Distribution of benefits and costs (sections 14–15, 18, 20): some institutions and revenues are expressly exempt (religious/charitable/municipal bodies, some funds – section 14) which concentrates tax relief on listed entities; rebates for income taxed in the United Kingdom or a State are provided by formula (section 18), which benefits persons with cross‑jurisdictional exposure but requires proof of foreign tax rates.
Implementation risk and dispute volume (sections 36–38, 50–53): the Commissioner may assess in the absence of a return or on unsatisfactory information (section 36). Those assessments may be altered (section 37) and taxpayers can object and appeal (section 50). Many provisions allow internal determinations by the Commissioner that taxpayers can push to appeal (e.g. trading stock valuation, company distribution determinations), creating potential workload for appeals bodies.
Criminal and civil penalties (sections 66–71, 56–57): false returns, evasion and wilful understatement attract fines, additional tax and criminal exposure; separate additional tax and penalty regimes exist. Payment of penalties does not discharge the tax liability (section 71).
Who pays: "taxpayer" as defined and anyone chargeable under the Act — individuals, companies, trustees and partners as provided (definition: section 4; liability: section 13; trusts and beneficiaries: section 31; partnerships: section 29).
Who decides: the Commissioner (sections 6–10, 9) has broad administrative and valuation powers; delegated officers may exercise delegated functions (section 9); Boards of Appeal and courts decide disputes raised under the objections and appeals process (sections 41–53).
What behaviour changes the law encourages or forces: taxpayers must keep records and file returns when called on (section 32), may need to withhold or set aside money if acting as agents, liquidators or public officers (sections 59–60, 88–90), may change distribution/retention decisions of company profit because of company distribution tax rules (sections 20–21), may time capital expenditure and depreciation claims in light of deductibility rules (sections 22, 23(e)), and must respond to Commissioner information requests (section 97) or face penalties (sections 66–67).
Discretion vs predictability: many factual determinations (valuation of trading stock, depreciation allowances, reasonable distributable sums) rest with the Commissioner (sections 17(2), 23(e), 21(1)).
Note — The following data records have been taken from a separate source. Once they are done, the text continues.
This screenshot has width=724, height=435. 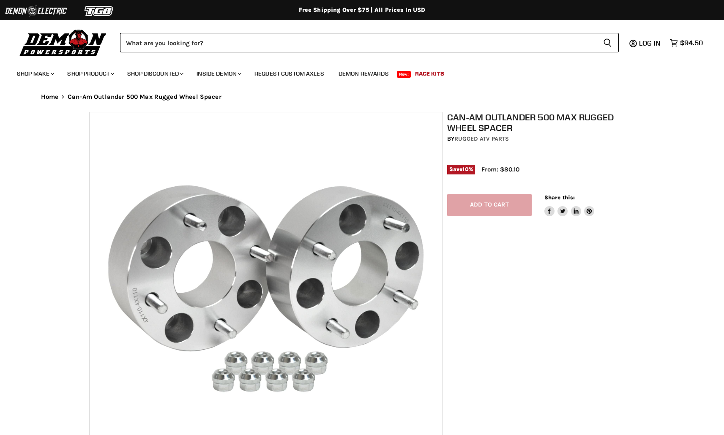 I want to click on button: Search, so click(x=607, y=43).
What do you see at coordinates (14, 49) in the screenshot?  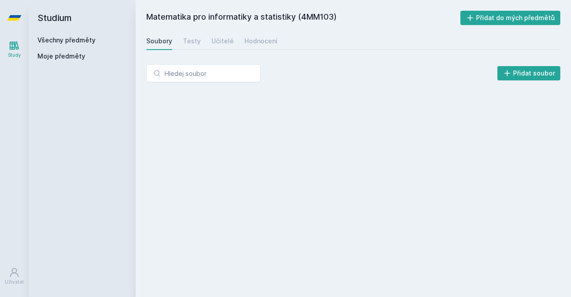 I see `a: Study` at bounding box center [14, 49].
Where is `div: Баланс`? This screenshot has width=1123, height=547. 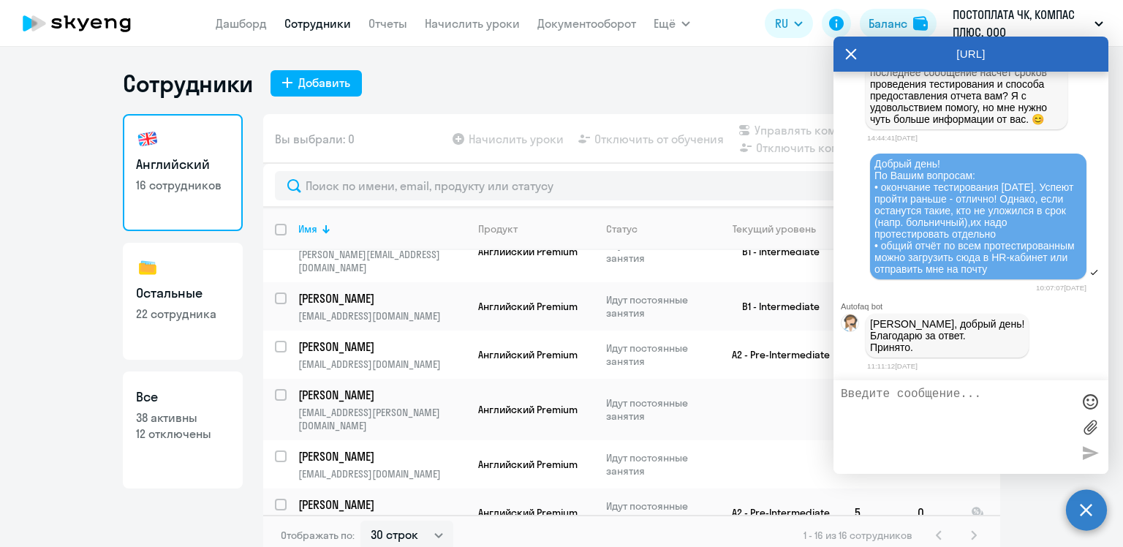
div: Баланс is located at coordinates (887, 23).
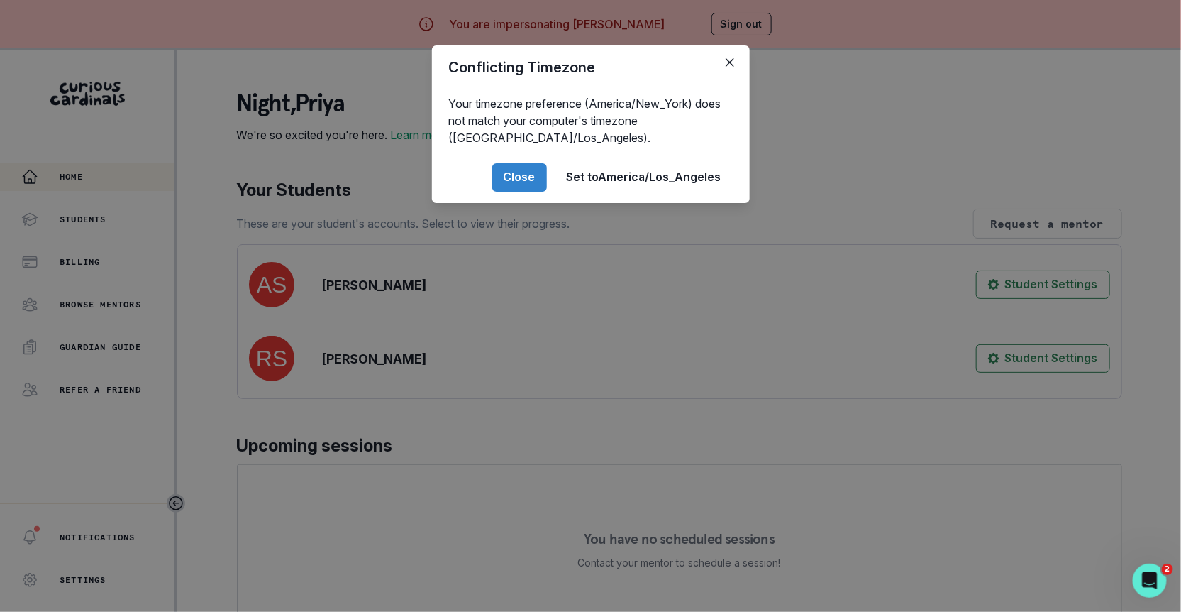 The width and height of the screenshot is (1181, 612). What do you see at coordinates (591, 121) in the screenshot?
I see `div: Your timezone preference (America/New_York) does not match your computer's timezone ([GEOGRAPHIC_...` at bounding box center [591, 121].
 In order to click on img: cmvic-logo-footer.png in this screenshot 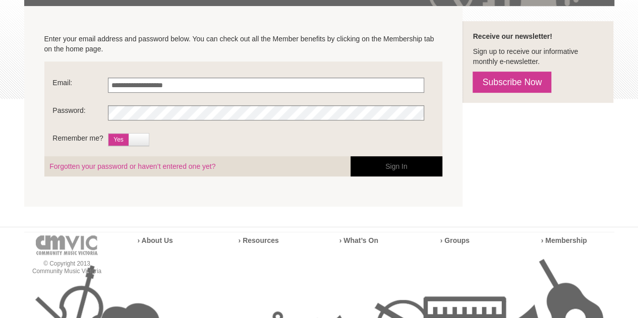, I will do `click(67, 245)`.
That gives administrative flexibility but reduces certainty for taxpayers until appealable decisions are resolved (sections 50–53).
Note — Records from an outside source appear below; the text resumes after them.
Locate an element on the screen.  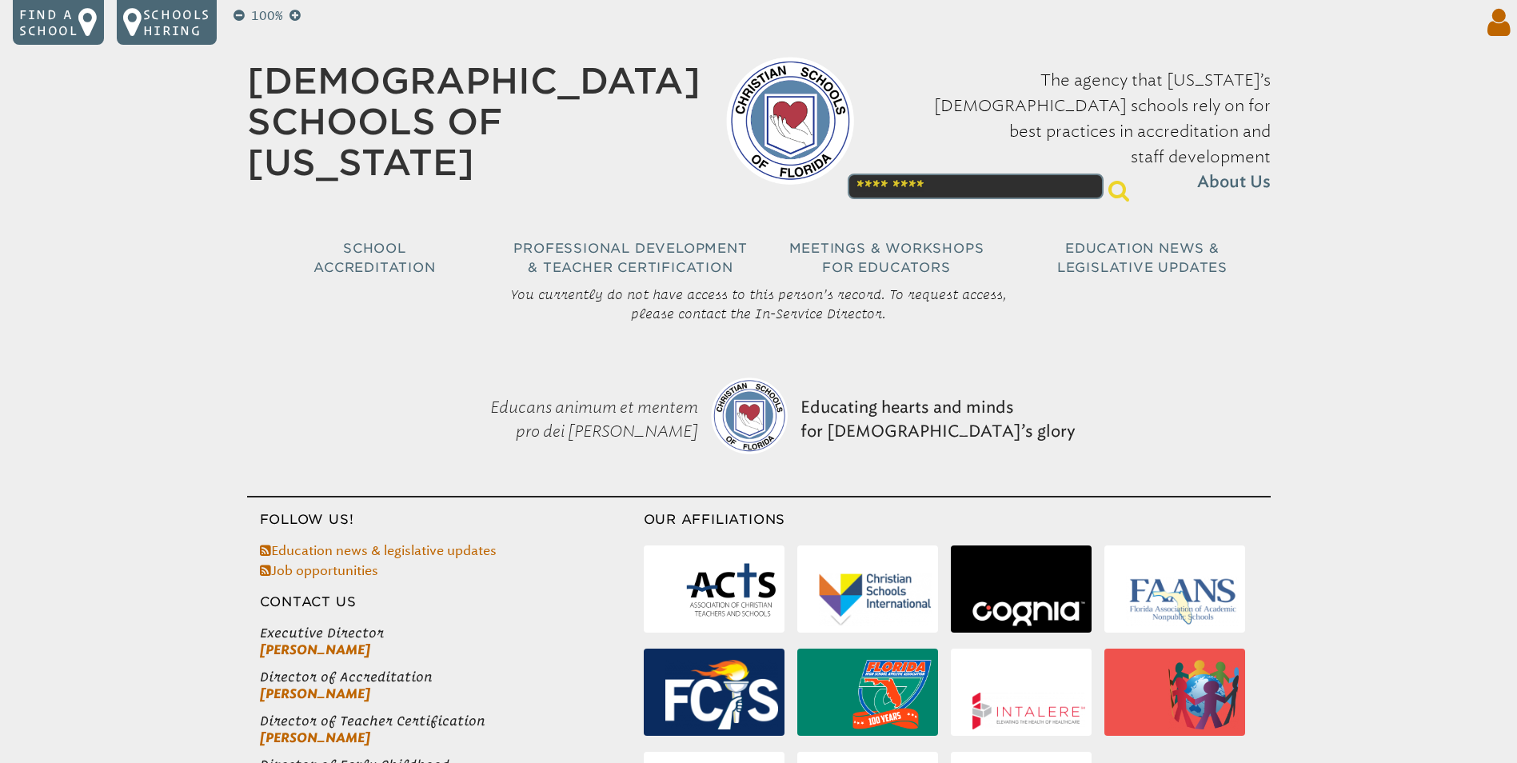
span: Meetings & Workshops for Educators is located at coordinates (887, 258).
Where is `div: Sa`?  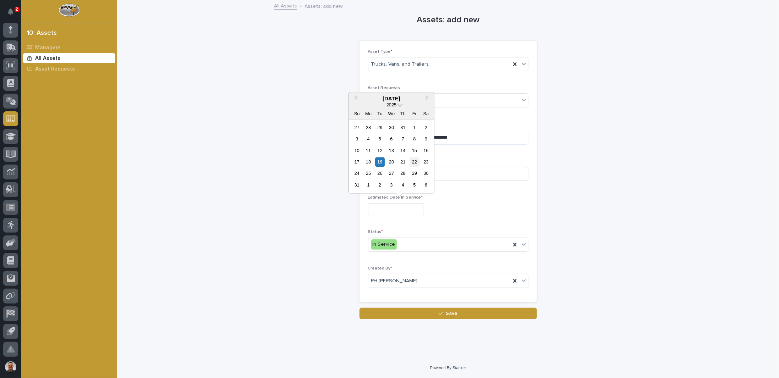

Concentrated vs diffuse impacts: exemptions (section 14) and company‑specific rules (sections 20–21) create identifiable groups that receive distinct treatment; the compliance and recordkeeping obligations (sections 32, 97) impose dispersed administrative costs across the taxpaying population.
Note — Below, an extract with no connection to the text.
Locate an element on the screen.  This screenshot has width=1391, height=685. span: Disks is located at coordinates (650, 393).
Compliance and enforcement levers: withholding by agents, bonds for short‑term business, passport certificates and third‑party notices are explicit tools (sections 54, 65, 89–92). They are powerful enforcement mechanisms but require administrative capacity to apply fairly and consistently.
Remedies and dispute resolution: the Act builds a layered dispute process (Commissioner objections, Board of Appeal, Court appeal on questions of law) (sections 50–53), which is a mechanical check on administrative power but adds time and resource costs to both taxpayers and the administration.
(Where specific mechanics are described above, the bracketed section numbers indicate the source provision within the Act.)